LGGTMay 4, 2023

Distributing Synergy Functions: Unifying Game-Theoretic Interaction Methods for Machine-Learning Explainability

arXiv:2305.03100v33 citations
Originality Highly original
AI Analysis

This work addresses the need for transparency and trust in AI decision-making by providing a foundational framework for explainability methods, though it appears incremental as it builds on existing game-theoretic concepts.

The paper tackles the problem of unifying game-theory-inspired methods for explaining black-box machine learning models by quantifying attributions and interactions between inputs, showing that a unique full account of interactions (synergies) is possible under modest assumptions and introducing new gradient-based methods.

Deep learning has revolutionized many areas of machine learning, from computer vision to natural language processing, but these high-performance models are generally "black box." Explaining such models would improve transparency and trust in AI-powered decision making and is necessary for understanding other practical needs such as robustness and fairness. A popular means of enhancing model transparency is to quantify how individual inputs contribute to model outputs (called attributions) and the magnitude of interactions between groups of inputs. A growing number of these methods import concepts and results from game theory to produce attributions and interactions. This work presents a unifying framework for game-theory-inspired attribution and $k^\text{th}$-order interaction methods. We show that, given modest assumptions, a unique full account of interactions between features, called synergies, is possible in the continuous input setting. We identify how various methods are characterized by their policy of distributing synergies. We also demonstrate that gradient-based methods are characterized by their actions on monomials, a type of synergy function, and introduce unique gradient-based methods. We show that the combination of various criteria uniquely defines the attribution/interaction methods. Thus, the community needs to identify goals and contexts when developing and employing attribution and interaction methods.

Foundations

The foundational work for this paper's niche, ranked by how specifically the neighbourhood builds on it — not by global fame.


▸ **Action item**
All of the data that follows needs to be printed again, exactly as it reads.
+-------+
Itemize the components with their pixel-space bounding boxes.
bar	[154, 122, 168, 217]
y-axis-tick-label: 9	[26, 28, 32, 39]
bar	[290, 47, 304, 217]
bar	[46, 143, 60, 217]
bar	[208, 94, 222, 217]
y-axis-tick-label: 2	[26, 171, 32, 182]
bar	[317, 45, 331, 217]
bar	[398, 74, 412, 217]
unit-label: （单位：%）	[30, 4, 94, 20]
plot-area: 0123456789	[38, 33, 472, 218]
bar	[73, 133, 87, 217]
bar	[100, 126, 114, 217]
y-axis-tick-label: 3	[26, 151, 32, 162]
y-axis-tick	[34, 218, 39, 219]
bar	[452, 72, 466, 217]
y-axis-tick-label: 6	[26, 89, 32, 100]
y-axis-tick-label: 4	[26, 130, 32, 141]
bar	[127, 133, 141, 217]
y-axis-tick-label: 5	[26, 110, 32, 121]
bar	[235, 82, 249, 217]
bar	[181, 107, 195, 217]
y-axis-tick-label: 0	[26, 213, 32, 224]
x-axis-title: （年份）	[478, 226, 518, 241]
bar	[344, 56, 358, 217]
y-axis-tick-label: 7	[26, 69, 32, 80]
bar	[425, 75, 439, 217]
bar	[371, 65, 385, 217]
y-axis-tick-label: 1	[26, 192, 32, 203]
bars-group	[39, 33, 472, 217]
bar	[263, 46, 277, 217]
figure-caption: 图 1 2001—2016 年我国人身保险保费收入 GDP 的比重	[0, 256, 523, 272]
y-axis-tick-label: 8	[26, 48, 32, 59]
+-------+
▸ **Reply**
Itemize the components with their pixel-space bounding boxes.
bar	[154, 122, 168, 217]
y-axis-tick-label: 9	[26, 28, 32, 39]
bar	[290, 47, 304, 217]
bar	[46, 143, 60, 217]
bar	[208, 94, 222, 217]
y-axis-tick-label: 2	[26, 171, 32, 182]
bar	[317, 45, 331, 217]
bar	[398, 74, 412, 217]
unit-label: （单位：%）	[30, 4, 94, 20]
plot-area: 0123456789	[38, 33, 472, 218]
bar	[73, 133, 87, 217]
bar	[100, 126, 114, 217]
y-axis-tick-label: 3	[26, 151, 32, 162]
y-axis-tick	[34, 218, 39, 219]
bar	[452, 72, 466, 217]
y-axis-tick-label: 6	[26, 89, 32, 100]
y-axis-tick-label: 4	[26, 130, 32, 141]
bar	[127, 133, 141, 217]
y-axis-tick-label: 5	[26, 110, 32, 121]
bar	[235, 82, 249, 217]
bar	[181, 107, 195, 217]
y-axis-tick-label: 0	[26, 213, 32, 224]
x-axis-title: （年份）	[478, 226, 518, 241]
bar	[344, 56, 358, 217]
y-axis-tick-label: 7	[26, 69, 32, 80]
bar	[425, 75, 439, 217]
bar	[371, 65, 385, 217]
y-axis-tick-label: 1	[26, 192, 32, 203]
bars-group	[39, 33, 472, 217]
bar	[263, 46, 277, 217]
figure-caption: 图 1 2001—2016 年我国人身保险保费收入 GDP 的比重	[0, 256, 523, 272]
y-axis-tick-label: 8	[26, 48, 32, 59]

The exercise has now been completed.